Aquafornia news The New York Times

Trump promises clean water. Will he clean up ‘forever chemicals’?

These chemicals are in the tap water of the majority of Americans, and the Trump administration could decide their fate. No, not fluoride, the cavity-fighter that Robert F. Kennedy Jr., President-elect Donald J. Trump’s health secretary pick, wants out of public drinking water. Rather, they’re harmful “forever chemicals,” also known as per- and polyfluoroalkyl substances or PFAS. For all of Mr. Kennedy’s talk, and his contentious views on fluoride, larger battles loom over chemicals in the water we drink. Public health advocates worry that federal efforts to protect the public against PFAS and replace lead pipes could unravel under a Trump presidency.

Related article:

Aquafornia news Deseret News (Salt Lake City, Utah)

The feds are chipping in to save water in Washington County

The Washington County Water Conservancy District was selected as one of five recipients of federal funding to put dollars to work for saving water in the West — an urgent goal due to decades of drought. … In Utah’s Washington County, the $1 billion system will get a boost of $641,222 for new water treatment facilities, advanced purification technology, new conveyance pipelines and storage reservoirs, according to the bureau’s release on Monday. The southern Utah area has often come under attack for what its critics say is excessive water use — which the district disputes.

Other Colorado River articles:

Aquafornia news CBS 8 San Diego

$310M in disaster funds for San Diego wastewater plant

San Diego’s congressional delegation Tuesday praised President Joe Biden for including $310 million for the South Bay International Wastewater Treatment Plant in proposed disaster relief funding. If passed, the money would add to a previously awarded $400 million in federal funding to get the plant running at full capacity and even double its capabilities. … In May, the local Congressional delegation, including Vargas and Reps. Scott Peters and Sara Jacobs, both D-San Diego, and Rep. Mike Levin, D-Dana Point, called on the U.S. Centers for Disease Control and Prevention to begin an investigation into pollutants from the ongoing sewage crisis at the border. 

Other water quality articles:

Online Water Encyclopedia

Aquapedia background Sacramento-San Joaquin Delta Map

Wetlands

Sacramento National Wildlife RefugeWetlands are among the world’s most important and hardest-working ecosystems, rivaling rainforests and coral reefs in productivity. 

They produce high levels of oxygen, filter water pollutants, sequester carbon, reduce flooding and erosion and recharge groundwater.

Bay-Delta Tour participants viewing the Bay Model

Bay Model

Operated by the U.S. Army Corps of Engineers, the Bay Model is a giant hydraulic replica of San Francisco Bay and the Sacramento-San Joaquin Delta. It is housed in a converted World II-era warehouse in Sausalito near San Francisco.

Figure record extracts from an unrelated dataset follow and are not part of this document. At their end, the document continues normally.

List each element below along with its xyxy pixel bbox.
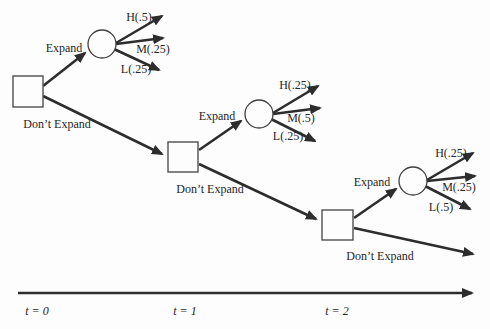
outcome-high-label: H(.25) xyxy=(435,146,467,160)
expand-label: Expand xyxy=(354,175,391,189)
decision-node xyxy=(13,76,43,107)
outcome-high-label: H(.5) xyxy=(126,10,152,24)
time-label-t0: t = 0 xyxy=(25,304,48,318)
decision-tree-figure: Expand Don’t Expand H(.5) M(.25) L(.25) … xyxy=(0,0,490,329)
expand-label: Expand xyxy=(46,41,83,55)
time-label-t2: t = 2 xyxy=(325,304,348,318)
decision-node xyxy=(168,142,198,172)
dont-expand-label: Don’t Expand xyxy=(23,117,90,131)
outcome-low-label: L(.5) xyxy=(429,200,453,214)
expand-branch-arrow xyxy=(354,189,396,218)
stage-1: Expand Don’t Expand H(.25) M(.5) L(.25) xyxy=(168,78,320,219)
timeline: t = 0 t = 1 t = 2 xyxy=(18,293,472,318)
outcome-low-label: L(.25) xyxy=(121,62,151,76)
outcome-medium-label: M(.5) xyxy=(287,111,315,125)
decision-tree-canvas: Expand Don’t Expand H(.5) M(.25) L(.25) … xyxy=(0,0,490,329)
outcome-low-label: L(.25) xyxy=(273,129,303,143)
expand-label: Expand xyxy=(199,109,236,123)
time-label-t1: t = 1 xyxy=(173,304,196,318)
dont-expand-label: Don’t Expand xyxy=(346,249,413,263)
decision-node xyxy=(322,210,353,240)
chance-node xyxy=(245,100,273,128)
outcome-high-label: H(.25) xyxy=(279,78,311,92)
expand-branch-arrow xyxy=(43,53,85,86)
outcome-medium-label: M(.25) xyxy=(442,180,476,194)
dont-expand-label: Don’t Expand xyxy=(176,182,243,196)
expand-branch-arrow xyxy=(199,121,241,150)
chance-node xyxy=(399,167,427,195)
outcome-medium-label: M(.25) xyxy=(136,42,170,56)
stage-2: Expand Don’t Expand H(.25) M(.25) L(.5) xyxy=(322,146,476,263)
stage-0: Expand Don’t Expand H(.5) M(.25) L(.25) xyxy=(13,10,170,154)
chance-node xyxy=(88,30,116,58)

Hundreds of gallons of water are pumped through the three-dimensional, 1.5-acre model to simulate a tidal ebb and flow lasting 14 minutes.

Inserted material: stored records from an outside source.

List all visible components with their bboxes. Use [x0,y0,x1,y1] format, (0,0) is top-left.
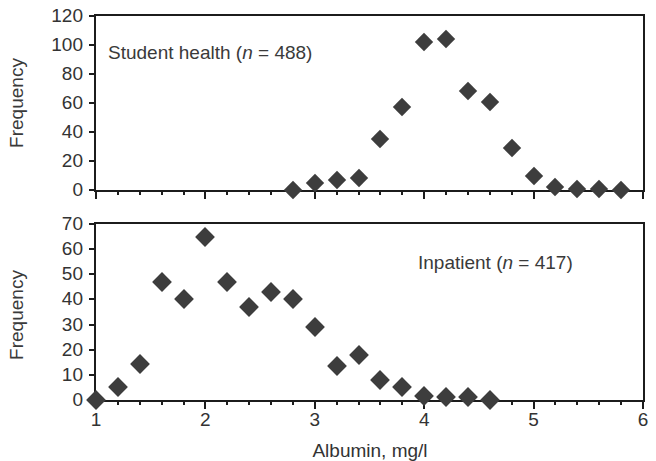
y-tick-mark [89,73,96,75]
annotation-prefix: Student health ( [108,42,242,63]
data-point-marker [371,370,391,390]
data-point-marker [327,356,347,376]
x-axis-title: Albumin, mg/l [312,440,427,461]
y-tick-mark [89,324,96,326]
data-point-marker [305,317,325,337]
x-tick-mark-minor [292,400,294,405]
x-tick-mark-minor [467,190,469,195]
x-tick-mark-minor [183,190,185,195]
annotation-symbol-n: n [503,252,514,273]
annotation-prefix: Inpatient ( [418,252,503,273]
data-point-marker [217,272,237,292]
figure-root: Frequency Student health (n = 488) Frequ… [0,0,656,461]
x-tick-mark-minor [598,400,600,405]
data-point-marker [349,345,369,365]
data-point-marker [612,181,630,199]
annotation-student-health: Student health (n = 488) [108,42,312,64]
x-tick-mark-minor [379,190,381,195]
y-tick-label: 80 [62,63,83,85]
x-tick-mark-minor [117,400,119,405]
x-tick-mark-major [423,190,425,199]
y-tick-mark [89,160,96,162]
annotation-suffix: = 488) [253,42,313,63]
data-point-marker [261,282,281,302]
data-point-marker [415,33,433,51]
annotation-inpatient: Inpatient (n = 417) [418,252,573,274]
y-tick-label: 50 [62,263,83,285]
data-point-marker [568,179,586,197]
plot-area-inpatient [96,224,643,400]
data-point-marker [195,227,215,247]
x-tick-label: 5 [528,409,539,431]
x-tick-mark-minor [226,190,228,195]
x-tick-mark-minor [139,400,141,405]
data-point-marker [458,388,478,408]
x-tick-mark-minor [139,190,141,195]
y-axis-title-bottom: Frequency [6,260,28,370]
y-tick-mark [89,102,96,104]
y-tick-label: 20 [62,339,83,361]
x-tick-mark-major [642,190,644,199]
x-tick-mark-minor [511,190,513,195]
y-tick-label: 60 [62,238,83,260]
data-point-marker [174,290,194,310]
x-tick-mark-minor [489,190,491,195]
data-point-marker [239,297,259,317]
x-tick-label: 1 [91,409,102,431]
y-tick-mark [89,349,96,351]
y-tick-mark [89,248,96,250]
data-point-marker [306,174,324,192]
x-tick-mark-minor [620,400,622,405]
y-tick-mark [89,273,96,275]
y-tick-label: 40 [62,288,83,310]
y-tick-mark [89,15,96,17]
y-tick-label: 20 [62,150,83,172]
y-tick-label: 0 [72,179,83,201]
x-tick-mark-minor [554,400,556,405]
x-tick-mark-minor [511,400,513,405]
x-tick-mark-major [204,400,206,409]
x-tick-mark-minor [358,190,360,195]
y-tick-label: 60 [62,92,83,114]
y-tick-label: 120 [51,5,83,27]
data-point-marker [108,378,128,398]
y-tick-label: 10 [62,364,83,386]
data-point-marker [546,178,564,196]
data-point-marker [392,378,412,398]
y-tick-mark [89,44,96,46]
data-point-marker [152,272,172,292]
x-tick-mark-minor [336,190,338,195]
x-tick-mark-minor [270,190,272,195]
y-tick-label: 70 [62,213,83,235]
data-point-marker [480,390,500,410]
data-point-marker [327,171,345,189]
x-tick-mark-minor [161,400,163,405]
data-point-marker [86,390,106,410]
chart-panel-inpatient: Inpatient (n = 417) [94,222,645,402]
x-tick-mark-major [204,190,206,199]
x-tick-label: 3 [310,409,321,431]
annotation-suffix: = 417) [513,252,573,273]
data-point-marker [284,181,302,199]
y-tick-mark [89,298,96,300]
x-tick-mark-minor [358,400,360,405]
annotation-symbol-n: n [242,42,253,63]
x-tick-mark-major [314,400,316,409]
x-tick-mark-minor [161,190,163,195]
x-tick-mark-minor [401,400,403,405]
chart-panel-student-health: Student health (n = 488) [94,14,645,192]
data-point-marker [349,169,367,187]
data-point-marker [436,388,456,408]
data-point-marker [371,130,389,148]
x-tick-mark-major [533,400,535,409]
y-tick-label: 0 [72,389,83,411]
x-tick-mark-minor [117,190,119,195]
data-point-marker [503,139,521,157]
x-tick-mark-minor [248,190,250,195]
data-point-marker [437,30,455,48]
data-point-marker [481,92,499,110]
x-tick-mark-minor [445,190,447,195]
y-tick-mark [89,374,96,376]
y-tick-mark [89,131,96,133]
x-tick-mark-minor [183,400,185,405]
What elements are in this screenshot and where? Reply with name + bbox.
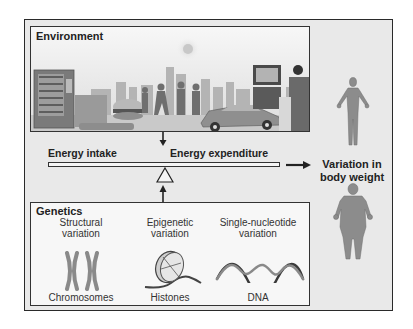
down-arrow-icon xyxy=(158,132,168,147)
epigenetic-variation-column: Epigenetic variation Histones xyxy=(125,217,215,239)
up-arrow-icon xyxy=(158,185,168,202)
sun-icon xyxy=(176,37,200,61)
single-nucleotide-variation-column: Single-nucleotide variation DNA xyxy=(211,217,305,239)
heavy-body-figure-icon xyxy=(330,183,376,261)
dna-caption: DNA xyxy=(211,292,305,303)
thin-body-figure-icon xyxy=(333,77,373,147)
body-weight-variation-label: Variation in body weight xyxy=(312,158,392,184)
structural-variation-column: Structural variation Chromosomes xyxy=(36,217,126,239)
epigenetic-heading-2: variation xyxy=(125,228,215,239)
fulcrum-triangle-icon xyxy=(156,167,174,183)
genetics-title: Genetics xyxy=(36,205,82,217)
television-icon xyxy=(253,65,281,109)
snv-heading-2: variation xyxy=(211,228,305,239)
vending-machine-icon xyxy=(34,70,74,128)
energy-expenditure-label: Energy expenditure xyxy=(170,147,268,159)
histone-icon xyxy=(143,249,203,291)
environment-scene-illustration xyxy=(31,27,310,132)
environment-panel: Environment xyxy=(30,26,310,132)
epigenetic-heading-1: Epigenetic xyxy=(125,217,215,228)
dna-helix-icon xyxy=(215,259,305,283)
energy-intake-label: Energy intake xyxy=(48,147,117,159)
snv-heading-1: Single-nucleotide xyxy=(211,217,305,228)
structural-heading-2: variation xyxy=(36,228,126,239)
chromosomes-caption: Chromosomes xyxy=(36,292,126,303)
structural-heading-1: Structural xyxy=(36,217,126,228)
environment-title: Environment xyxy=(36,30,103,42)
genetics-panel: Genetics Structural variation Chromosome… xyxy=(30,202,310,306)
variation-line-1: Variation in xyxy=(312,158,392,171)
histones-caption: Histones xyxy=(125,292,215,303)
chromosome-icon xyxy=(63,251,103,291)
right-arrow-icon xyxy=(286,160,312,170)
hamburger-icon xyxy=(113,99,143,120)
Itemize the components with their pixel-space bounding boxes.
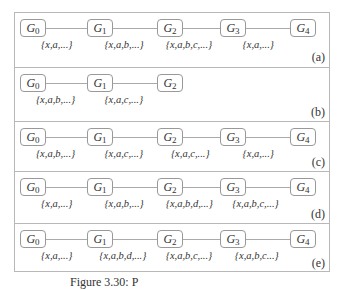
node-name: G (163, 130, 172, 144)
graph-node: G0 (20, 74, 46, 92)
node-name: G (296, 130, 305, 144)
graph-node: G0 (20, 128, 46, 146)
edge-label: {x,a,b,d,...} (99, 250, 146, 261)
graph-node: G1 (87, 19, 113, 37)
graph-node: G3 (220, 19, 246, 37)
node-subscript: 4 (305, 135, 310, 145)
node-subscript: 1 (102, 237, 107, 247)
node-subscript: 3 (235, 237, 240, 247)
graph-node: G2 (157, 74, 183, 92)
edge-line (46, 83, 87, 84)
node-subscript: 1 (102, 26, 107, 36)
node-subscript: 2 (172, 185, 177, 195)
node-subscript: 0 (35, 26, 40, 36)
node-subscript: 0 (35, 237, 40, 247)
panel-label: (c) (312, 155, 325, 170)
graph-node: G2 (157, 19, 183, 37)
edge-line (246, 137, 290, 138)
edge-label: {x,a,c,...} (171, 148, 210, 159)
edge-line (183, 137, 220, 138)
edge-line (113, 28, 157, 29)
graph-node: G4 (290, 230, 316, 248)
node-subscript: 3 (235, 135, 240, 145)
edge-line (246, 239, 290, 240)
node-name: G (296, 180, 305, 194)
edge-line (183, 187, 220, 188)
edge-line (113, 187, 157, 188)
graph-node: G1 (87, 178, 113, 196)
node-name: G (226, 130, 235, 144)
panel-a: {x,a,...}{x,a,b,...}{x,a,b,c,...}{x,a,..… (15, 13, 329, 67)
node-name: G (26, 130, 35, 144)
graph-node: G2 (157, 128, 183, 146)
edge-label: {x,a,b,c,...} (232, 198, 279, 209)
node-name: G (93, 232, 102, 246)
edge-label: {x,a,b,...} (36, 148, 75, 159)
panel-label: (d) (311, 207, 325, 222)
node-name: G (93, 76, 102, 90)
edge-label: {x,a,...} (243, 148, 274, 159)
edge-line (246, 28, 290, 29)
edge-line (246, 187, 290, 188)
graph-node: G2 (157, 230, 183, 248)
node-name: G (93, 130, 102, 144)
node-name: G (163, 180, 172, 194)
node-name: G (226, 180, 235, 194)
node-subscript: 2 (172, 237, 177, 247)
node-name: G (26, 21, 35, 35)
edge-label: {x,a,...} (243, 39, 274, 50)
graph-node: G3 (220, 230, 246, 248)
node-name: G (163, 21, 172, 35)
graph-node: G3 (220, 178, 246, 196)
graph-node: G1 (87, 128, 113, 146)
edge-line (46, 137, 87, 138)
panel-label: (e) (312, 256, 325, 271)
graph-node: G4 (290, 178, 316, 196)
node-name: G (26, 180, 35, 194)
edge-label: {x,a,b,...} (104, 39, 143, 50)
node-name: G (93, 180, 102, 194)
edge-label: {x,a,b,c...} (235, 250, 279, 261)
node-name: G (226, 21, 235, 35)
node-subscript: 2 (172, 81, 177, 91)
node-subscript: 1 (102, 81, 107, 91)
node-name: G (163, 76, 172, 90)
panel-b: {x,a,b,...}{x,a,c,...}G0G1G2(b) (15, 67, 329, 121)
graph-node: G0 (20, 19, 46, 37)
node-name: G (296, 232, 305, 246)
panel-label: (b) (311, 105, 325, 120)
node-subscript: 2 (172, 135, 177, 145)
graph-node: G1 (87, 74, 113, 92)
node-name: G (296, 21, 305, 35)
node-subscript: 0 (35, 185, 40, 195)
panel-d: {x,a,...}{x,a,b,...}{x,a,b,d,...}{x,a,b,… (15, 171, 329, 223)
edge-label: {x,a,c,...} (104, 148, 143, 159)
node-subscript: 1 (102, 185, 107, 195)
panel-label: (a) (312, 50, 325, 65)
graph-node: G3 (220, 128, 246, 146)
panel-c: {x,a,b,...}{x,a,c,...}{x,a,c,...}{x,a,..… (15, 121, 329, 171)
edge-line (46, 28, 87, 29)
node-subscript: 4 (305, 185, 310, 195)
node-subscript: 0 (35, 135, 40, 145)
edge-label: {x,a,...} (41, 250, 72, 261)
edge-label: {x,a,b,c,...} (166, 250, 213, 261)
edge-label: {x,a,b,...} (36, 94, 75, 105)
graph-node: G4 (290, 19, 316, 37)
edge-line (183, 28, 220, 29)
graph-node: G1 (87, 230, 113, 248)
edge-label: {x,a,c,...} (104, 94, 143, 105)
node-name: G (93, 21, 102, 35)
graph-node: G0 (20, 178, 46, 196)
node-name: G (26, 232, 35, 246)
graph-node: G4 (290, 128, 316, 146)
node-subscript: 4 (305, 237, 310, 247)
graph-node: G2 (157, 178, 183, 196)
edge-line (113, 83, 157, 84)
edge-label: {x,a,...} (41, 39, 72, 50)
edge-label: {x,a,...} (41, 198, 72, 209)
edge-label: {x,a,b,...} (104, 198, 143, 209)
node-subscript: 1 (102, 135, 107, 145)
edge-line (113, 137, 157, 138)
graph-node: G0 (20, 230, 46, 248)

Aquapedia background Colorado River Basin Map

Salton Sea

As part of the historic Colorado River Delta, the Salton Sea regularly filled and dried for thousands of years due to its elevation of 237 feet below sea level.

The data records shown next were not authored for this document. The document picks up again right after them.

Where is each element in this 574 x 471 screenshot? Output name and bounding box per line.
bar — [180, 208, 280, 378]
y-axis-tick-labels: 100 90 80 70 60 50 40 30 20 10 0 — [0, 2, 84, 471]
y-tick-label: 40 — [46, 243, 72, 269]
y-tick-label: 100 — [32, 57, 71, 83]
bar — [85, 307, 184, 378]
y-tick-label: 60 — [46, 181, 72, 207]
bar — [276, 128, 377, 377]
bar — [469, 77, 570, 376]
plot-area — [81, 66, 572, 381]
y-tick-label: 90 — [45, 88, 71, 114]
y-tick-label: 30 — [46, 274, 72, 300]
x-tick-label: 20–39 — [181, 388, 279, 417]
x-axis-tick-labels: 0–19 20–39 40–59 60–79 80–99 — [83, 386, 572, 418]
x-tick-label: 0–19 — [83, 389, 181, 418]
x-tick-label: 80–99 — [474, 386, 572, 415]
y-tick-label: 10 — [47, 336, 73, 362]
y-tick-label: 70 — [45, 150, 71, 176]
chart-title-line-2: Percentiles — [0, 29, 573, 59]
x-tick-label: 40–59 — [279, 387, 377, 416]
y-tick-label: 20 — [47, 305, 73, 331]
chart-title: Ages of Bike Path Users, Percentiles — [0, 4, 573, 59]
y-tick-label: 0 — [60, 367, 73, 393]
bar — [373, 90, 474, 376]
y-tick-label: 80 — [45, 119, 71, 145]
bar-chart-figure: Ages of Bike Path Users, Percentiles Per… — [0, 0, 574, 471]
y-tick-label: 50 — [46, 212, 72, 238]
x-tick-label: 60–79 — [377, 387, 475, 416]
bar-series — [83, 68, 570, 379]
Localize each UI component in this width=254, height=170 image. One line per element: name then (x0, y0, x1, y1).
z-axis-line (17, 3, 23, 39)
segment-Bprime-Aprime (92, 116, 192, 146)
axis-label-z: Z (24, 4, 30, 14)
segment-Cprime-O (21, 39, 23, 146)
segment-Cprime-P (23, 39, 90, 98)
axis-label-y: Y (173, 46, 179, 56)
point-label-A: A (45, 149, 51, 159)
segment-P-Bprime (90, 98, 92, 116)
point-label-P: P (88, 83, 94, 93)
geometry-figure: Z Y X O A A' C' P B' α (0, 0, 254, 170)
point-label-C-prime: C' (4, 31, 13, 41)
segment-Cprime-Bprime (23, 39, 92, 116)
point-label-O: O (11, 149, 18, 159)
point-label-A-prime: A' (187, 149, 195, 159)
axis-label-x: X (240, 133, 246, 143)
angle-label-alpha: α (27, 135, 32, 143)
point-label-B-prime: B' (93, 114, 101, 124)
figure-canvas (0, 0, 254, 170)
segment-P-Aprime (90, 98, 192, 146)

The most recent version of the Salton Sea was formed in 1905 when the Colorado River broke through a series of dikes and flooded the seabed for two years, creating California’s largest inland body of water. The Salton Sea, which is saltier than the Pacific Ocean, includes 130 miles of shoreline and is larger than Lake Tahoe

Lake Oroville shows the effects of drought in 2014.

Drought

Drought—an extended period of limited or no precipitation—is a fact of life in California and the West, with water resources following boom-and-bust patterns. During California’s 2012–2016 drought, much of the state experienced severe drought conditions: significantly less precipitation and snowpack, reduced streamflow and higher temperatures. Those same conditions reappeared early in 2021 prompting Gov. Gavin Newsom in May to declare drought emergencies in watersheds across 41 counties in California.